The Impact of COVID-19 on the ecosystem
The Covid-19 pandemic has resulted in massive problems for Iceland’s tourism industry and connected industries. The government rolled out a partial unemployment plan, which more than 35.000 people have applied for. Iceland’s labor force is around 205.000 which means that 17% applied for this partial unemployment plan. And now at the end of April, Iceland had 51 announced mass layoffs, totaling more than 4200 people laid off. All in all, employment wise, the fall will be difficult.
The sad truth about this is that Iceland’s labor force is not superb for building up innovation and IP intensive industries. We might have a high number of college graduates, but we have relatively few STEM educated. Which means that repurposing the massive (yeah, those numbers are tiny but in relation to Iceland they’re massive) amount of available labor will be expensive, painful, and take a lot of time, if it is to be repurposed for the tech and innovation sectors.

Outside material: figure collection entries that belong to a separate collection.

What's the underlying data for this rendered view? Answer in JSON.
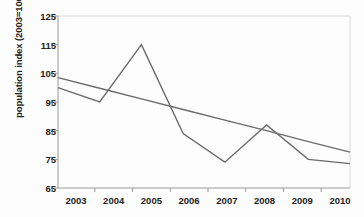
{
  "chart_data": {
    "type": "line",
    "title": "",
    "xlabel": "",
    "ylabel": "population index (2003=100)",
    "categories": [
      "2003",
      "2004",
      "2005",
      "2006",
      "2007",
      "2008",
      "2009",
      "2010"
    ],
    "x": [
      2003,
      2004,
      2005,
      2006,
      2007,
      2008,
      2009,
      2010
    ],
    "xlim": [
      2003,
      2010
    ],
    "ylim": [
      65,
      125
    ],
    "yticks": [
      65,
      75,
      85,
      95,
      105,
      115,
      125
    ],
    "xticks": [
      "2003",
      "2004",
      "2005",
      "2006",
      "2007",
      "2008",
      "2009",
      "2010"
    ],
    "grid": false,
    "legend": "none",
    "series": [
      {
        "name": "population index",
        "type": "line",
        "color": "#6b6b6b",
        "values": [
          100,
          95,
          115,
          84,
          74,
          87,
          75,
          73.5
        ]
      },
      {
        "name": "linear trend",
        "type": "line",
        "color": "#6b6b6b",
        "values": [
          103.5,
          99.8,
          96.1,
          92.4,
          88.7,
          85.0,
          81.2,
          77.5
        ]
      }
    ]
  },
  "axis": {
    "y_label": "population index (2003=100)",
    "y_tick_labels": [
      "125",
      "115",
      "105",
      "95",
      "85",
      "75",
      "65"
    ],
    "x_tick_labels": [
      "2003",
      "2004",
      "2005",
      "2006",
      "2007",
      "2008",
      "2009",
      "2010"
    ]
  },
  "colors": {
    "line": "#6b6b6b",
    "axis": "#8a8a8a",
    "text": "#222222",
    "background": "#fdfdfd"
  }
}
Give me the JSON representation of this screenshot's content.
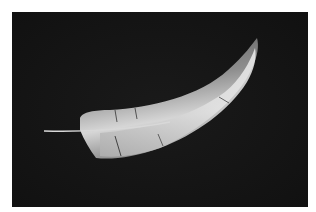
{
  "image": {
    "subject": "feather",
    "description": "A single curved white-grey feather on a dark black background",
    "background_color": "#151515",
    "border_color": "#ffffff",
    "feather_colors": {
      "highlight": "#e6e6e6",
      "mid": "#a8a8a8",
      "shadow": "#5a5a5a",
      "quill": "#d8d8d8"
    }
  }
}
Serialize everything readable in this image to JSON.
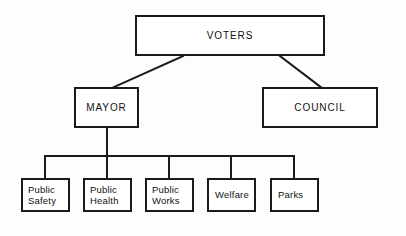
{
  "diagram": {
    "type": "organization-chart",
    "background_color": "#fdfdfd",
    "line_color": "#1a1a1a",
    "text_color": "#111111",
    "nodes": {
      "voters": {
        "label": "VOTERS",
        "level": "top"
      },
      "mayor": {
        "label": "MAYOR",
        "level": "second"
      },
      "council": {
        "label": "COUNCIL",
        "level": "second"
      },
      "departments": [
        {
          "label": "Public\nSafety",
          "lines": [
            "Public",
            "Safety"
          ]
        },
        {
          "label": "Public\nHealth",
          "lines": [
            "Public",
            "Health"
          ]
        },
        {
          "label": "Public\nWorks",
          "lines": [
            "Public",
            "Works"
          ]
        },
        {
          "label": "Welfare",
          "lines": [
            "Welfare"
          ]
        },
        {
          "label": "Parks",
          "lines": [
            "Parks"
          ]
        }
      ]
    },
    "edges": [
      {
        "from": "VOTERS",
        "to": "MAYOR",
        "style": "diagonal"
      },
      {
        "from": "VOTERS",
        "to": "COUNCIL",
        "style": "diagonal"
      },
      {
        "from": "MAYOR",
        "to": "Public Safety",
        "style": "orthogonal"
      },
      {
        "from": "MAYOR",
        "to": "Public Health",
        "style": "orthogonal"
      },
      {
        "from": "MAYOR",
        "to": "Public Works",
        "style": "orthogonal"
      },
      {
        "from": "MAYOR",
        "to": "Welfare",
        "style": "orthogonal"
      },
      {
        "from": "MAYOR",
        "to": "Parks",
        "style": "orthogonal"
      }
    ]
  }
}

It’s not all dark and gloomy, however. The last few years, we’ve seen computer science graduates double, from roughly 100 in 2013 to around 250 in 2019. The government has also introduced tax incentives for foreign experts that move to Iceland, hopefully increasing the chance of people moving to Iceland for work.
From crisis comes opportunity
The last time we had a crisis, with the total collapse of our island’s financial system in 2008, opportunities did come. That marked the beginning of the tech and startup ecosystem we have now, spurring the founding of several of the startups that have since been sold or become sustainable, with founders recycled into new companies and as investors in others.
We might be running into a similar opportunity, but only time will tell. We have much better underpinnings to support an uptick in entrepreneurial activity than in 2008, much more capital, experience, and connections to leverage. But the question is whether that opportunity will be used to create an incremental addition to what we have today, or if in ten years time we have a real, innovation and IP-based international export business, to rival the other three pillars.